What threshold? I’m guessing other factors such as the fox’s independent assessment of the rabbit’s speed?
If the average rabbit becomes slower then the average fox will be more likely to estimate that a given rabbit chase is successful.
I didnt consider the fact that signaling having noticed required that sacrifice. Does it affect the analysis?
Not particularly. We haven’t been quantising anyway and it reasonable to consider the overhead here negligible for our purposes. ′
I don’t understand this part.
You don’t particularly need to. Just observe that rabbits running fast to avoid foxes is a stable equilibrium. Further understand that nothing in this scenario changes the fact that running fast is a stable equilibrium. The whole ‘signalling makes the equilibrium unstable’ idea is a total red herring, a recipe for confusion.
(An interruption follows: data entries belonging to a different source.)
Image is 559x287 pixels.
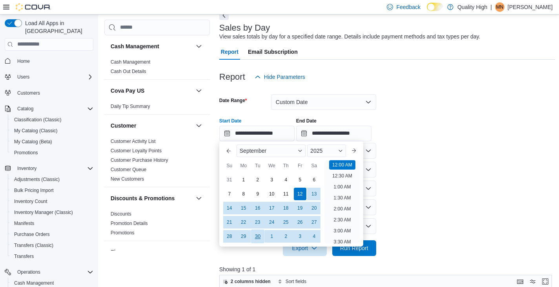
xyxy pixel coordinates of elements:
div: day-18 [280,202,292,214]
button: Cash Management [194,42,204,51]
span: Adjustments (Classic) [11,175,93,184]
a: Customer Purchase History [111,157,168,163]
div: day-7 [223,188,236,200]
span: Inventory Manager (Classic) [14,209,73,216]
li: 3:30 AM [331,237,354,247]
span: Home [14,56,93,66]
div: day-13 [308,188,321,200]
span: Transfers (Classic) [14,242,53,249]
div: day-4 [280,174,292,186]
button: Inventory Count [8,196,97,207]
span: Promotion Details [111,220,148,227]
div: day-19 [294,202,307,214]
a: Bulk Pricing Import [11,186,57,195]
span: Customer Activity List [111,138,156,144]
span: Report [221,44,239,60]
div: day-8 [238,188,250,200]
a: Purchase Orders [11,230,53,239]
span: My Catalog (Beta) [14,139,52,145]
button: Finance [194,247,204,257]
span: Catalog [14,104,93,113]
span: Feedback [397,3,420,11]
button: Previous Month [223,144,235,157]
div: day-15 [238,202,250,214]
button: Catalog [2,103,97,114]
span: Inventory [17,165,37,172]
a: Customers [14,88,43,98]
label: End Date [296,118,317,124]
input: Dark Mode [427,3,444,11]
a: Adjustments (Classic) [11,175,63,184]
button: Home [2,55,97,67]
button: Custom Date [271,94,376,110]
a: Promotion Details [111,221,148,226]
button: Open list of options [365,148,372,154]
span: Operations [17,269,40,275]
img: Cova [16,3,51,11]
div: day-2 [252,174,264,186]
span: Transfers (Classic) [11,241,93,250]
button: Run Report [333,240,376,256]
button: Next [219,11,229,20]
button: Sort fields [275,277,310,286]
div: Discounts & Promotions [104,209,210,241]
h3: Finance [111,248,132,256]
button: Keyboard shortcuts [516,277,525,286]
div: day-5 [294,174,307,186]
div: day-29 [238,230,250,243]
button: Cash Management [111,42,193,50]
a: Inventory Count [11,197,51,206]
button: Promotions [8,147,97,158]
span: Transfers [11,252,93,261]
span: Bulk Pricing Import [11,186,93,195]
h3: Customer [111,122,136,130]
div: Customer [104,137,210,187]
span: MN [497,2,504,12]
span: Classification (Classic) [14,117,62,123]
span: Manifests [14,220,34,227]
span: Users [17,74,29,80]
a: Classification (Classic) [11,115,65,124]
div: day-4 [308,230,321,243]
div: Cova Pay US [104,102,210,114]
span: Inventory Count [11,197,93,206]
a: Daily Tip Summary [111,104,150,109]
button: Customers [2,87,97,99]
a: Transfers [11,252,37,261]
span: Customer Queue [111,166,146,173]
span: Export [288,240,322,256]
button: Transfers [8,251,97,262]
span: Adjustments (Classic) [14,176,60,183]
span: Cash Management [14,280,54,286]
h3: Cash Management [111,42,159,50]
div: day-11 [280,188,292,200]
a: Promotions [11,148,41,157]
button: Purchase Orders [8,229,97,240]
div: Th [280,159,292,172]
h3: Discounts & Promotions [111,194,175,202]
button: Inventory [14,164,40,173]
span: Purchase Orders [14,231,50,238]
span: Catalog [17,106,33,112]
button: Display options [528,277,538,286]
span: Bulk Pricing Import [14,187,54,194]
div: day-28 [223,230,236,243]
button: Users [14,72,33,82]
div: day-27 [308,216,321,228]
button: Enter fullscreen [541,277,550,286]
div: View sales totals by day for a specified date range. Details include payment methods and tax type... [219,33,481,41]
span: Home [17,58,30,64]
div: day-6 [308,174,321,186]
button: Export [283,240,327,256]
a: Cash Out Details [111,69,146,74]
div: day-24 [266,216,278,228]
a: Cash Management [111,59,150,65]
span: My Catalog (Beta) [11,137,93,146]
div: day-1 [266,230,278,243]
button: My Catalog (Beta) [8,136,97,147]
div: day-20 [308,202,321,214]
span: Inventory Count [14,198,48,205]
span: September [240,148,267,154]
span: Email Subscription [248,44,298,60]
If the average rabbit becomes slower then the average fox will be more likely to estimate that a given rabbit chase is successful.
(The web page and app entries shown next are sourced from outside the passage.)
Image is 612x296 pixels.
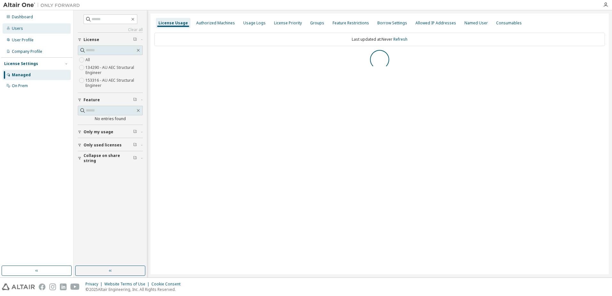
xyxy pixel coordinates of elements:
[133,142,137,148] span: Clear filter
[133,37,137,42] span: Clear filter
[78,27,143,32] a: Clear all
[333,20,369,26] div: Feature Restrictions
[70,283,80,290] img: youtube.svg
[133,156,137,161] span: Clear filter
[12,49,42,54] div: Company Profile
[84,142,122,148] span: Only used licenses
[12,83,28,88] div: On Prem
[158,20,188,26] div: License Usage
[85,287,184,292] p: © 2025 Altair Engineering, Inc. All Rights Reserved.
[12,14,33,20] div: Dashboard
[78,33,143,47] button: License
[12,37,34,43] div: User Profile
[104,281,151,287] div: Website Terms of Use
[84,37,99,42] span: License
[12,72,31,77] div: Managed
[12,26,23,31] div: Users
[84,97,100,102] span: Feature
[78,138,143,152] button: Only used licenses
[133,97,137,102] span: Clear filter
[78,151,143,165] button: Collapse on share string
[377,20,407,26] div: Borrow Settings
[78,116,143,121] div: No entries found
[85,56,91,64] label: All
[496,20,522,26] div: Consumables
[85,281,104,287] div: Privacy
[393,36,408,42] a: Refresh
[60,283,67,290] img: linkedin.svg
[465,20,488,26] div: Named User
[154,33,605,46] div: Last updated at: Never
[151,281,184,287] div: Cookie Consent
[49,283,56,290] img: instagram.svg
[78,125,143,139] button: Only my usage
[85,77,143,89] label: 153316 - AU AEC Structural Engineer
[84,153,133,163] span: Collapse on share string
[78,93,143,107] button: Feature
[133,129,137,134] span: Clear filter
[85,64,143,77] label: 134290 - AU AEC Structural Engineer
[416,20,456,26] div: Allowed IP Addresses
[2,283,35,290] img: altair_logo.svg
[84,129,113,134] span: Only my usage
[274,20,302,26] div: License Priority
[310,20,324,26] div: Groups
[3,2,83,8] img: Altair One
[196,20,235,26] div: Authorized Machines
[4,61,38,66] div: License Settings
[243,20,266,26] div: Usage Logs
[39,283,45,290] img: facebook.svg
Not particularly. We haven’t been quantising anyway and it reasonable to consider the overhead here negligible for our purposes. ′
You don’t particularly need to. Just observe that rabbits running fast to avoid foxes is a stable equilibrium. Further understand that nothing in this scenario changes the fact that running fast is a stable equilibrium. The whole ‘signalling makes the equilibrium unstable’ idea is a total red herring, a recipe for confusion.